SLASH (guitarist for Los Angeles’s Guns N’ Roses) February 1, 1992, was our last show with Soundgarden, at Compton Terrace, Arizona, and we decided to commemorate it with a little prank. We got ourselves a few inflatable sex dolls, and Matt and Duff and I took our clothes off and went onstage with them. Come to think of it, I was the only one of us completely naked. In any case, Soundgarden was touring the Badmotorfinger album, and they came from a place where there was no fun to be had while rocking, so they were mortified. They looked around and there we were screwing blow-up dolls all around them; I was drunk and I fell. I got separated from my doll, and at that point I was totally naked—it was a scene.
SUSAN SILVER It was Soundgarden’s nature to never be enthusiastic about anything, to the point where the Guns N’ Roses crew referred to them as Frowngarden.
BEN SHEPHERD Why’d we get called Frowngarden?

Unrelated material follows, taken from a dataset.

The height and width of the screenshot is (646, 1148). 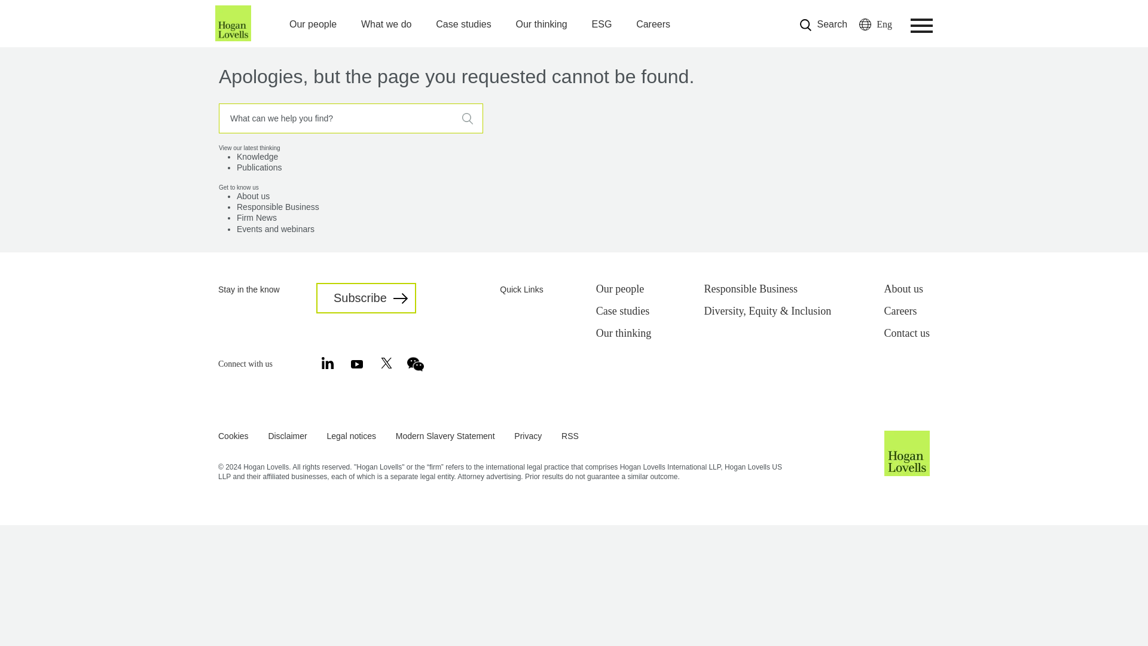 What do you see at coordinates (350, 118) in the screenshot?
I see `What can we help you find?` at bounding box center [350, 118].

Because we weren’t party monsters. We weren’t motherfucking rock stars. We were not like that. We were there to play music. We weren’t there for the models and the cocaine. We were there to blow your doors off.

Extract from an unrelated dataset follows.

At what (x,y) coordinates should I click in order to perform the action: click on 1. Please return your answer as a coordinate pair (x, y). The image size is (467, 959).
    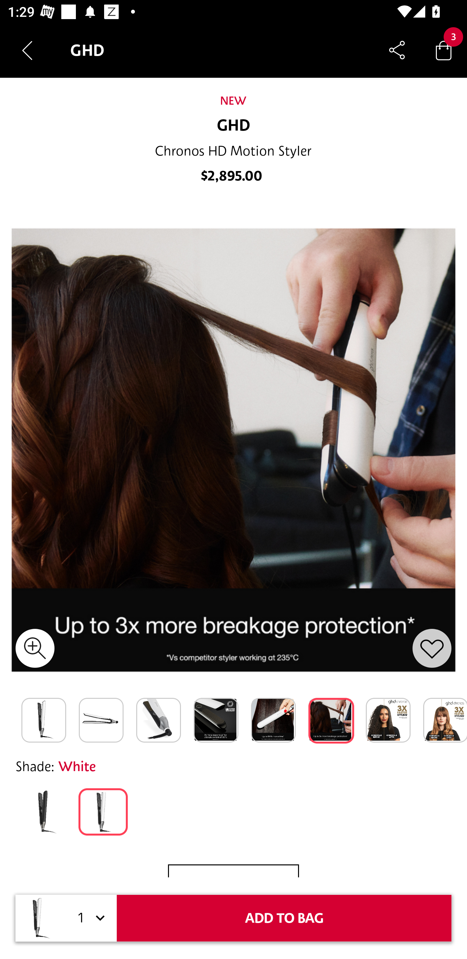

JACK ENDINO After Daniel bowed out of Skin Yard, we got our friend Pat Pederson to play bass. We all had a pretty good year in ’91, because we were all getting along at that point. Our fourth album, 1000 Smiling Knuckles, which was Barrett Martin’s debut as our drummer, came out around that time. It sold 14,000 copies or something, which was really good for an indie record then.
During our September tour in the U.S. was when we started hearing Nevermind. I was amazed. We thought, This is really slick sounding, but at the same time, the vocals are really raw, which is good. It was difficult to recognize that this was the same band that I had worked with on the Bleach record two years before, until you heard the singing. And also, the very pop direction they had gone, with “In Bloom” and some of the other tunes. The Melvins’ influence on Nirvana was definitely on the wane. They had found their own voice.

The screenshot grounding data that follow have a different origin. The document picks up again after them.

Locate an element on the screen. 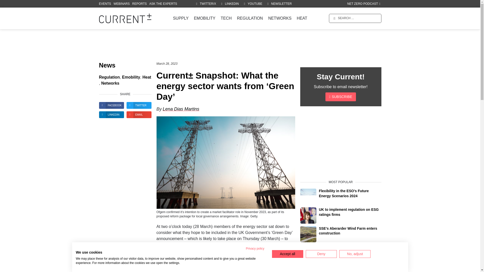 This screenshot has height=272, width=484. REPORTS is located at coordinates (140, 4).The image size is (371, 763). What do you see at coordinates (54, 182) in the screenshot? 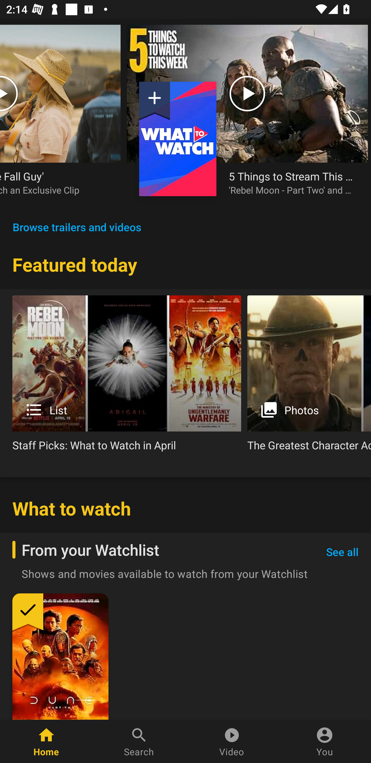
I see `'The Fall Guy' Watch an Exclusive Clip` at bounding box center [54, 182].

We went to Europe in October ’91. We ended up being added to a show in Vienna opening for Nirvana, of all people. Prior to that gig, Nirvana had always opened for us. We knew what was going on. We would call our friends back home in Seattle, and they’d say, “Yeah, it’s climbing the album charts. It just sold another hundred thousand copies.” We were getting these sales numbers from people back home, because they were following them like it was a sports team.
GREG DULLI (singer/guitarist for Cincinnati’s the Afghan Whigs) When it came time for us to make the Afghan Whigs’ second record, Congregation, Sub Pop gave us the then-unheard-of bloated advance of $15,000. We started making the record in Seattle and then moved down to L.A. to continue working on it.
Everybody else in the band finished their parts and flew back home, but I stayed to sing and overdub and mix, and then Sub Pop ran out of money. And that was about the time that they had those T-shirts that said WHAT PART OF “WE HAVE NO MONEY” DON’T YOU UNDERSTAND? Which I’m sure was pretty funny, but I got stranded in L.A. and had to get a job. (Laughs.)
The record got delayed; the studio wasn’t gonna let me keep working when no one was paying the bills. Sub Pop eventually paid them, but I didn’t know if Congregation was gonna come out because I didn’t know if the record company had the money to put out records anymore. They went fucking broke, dude.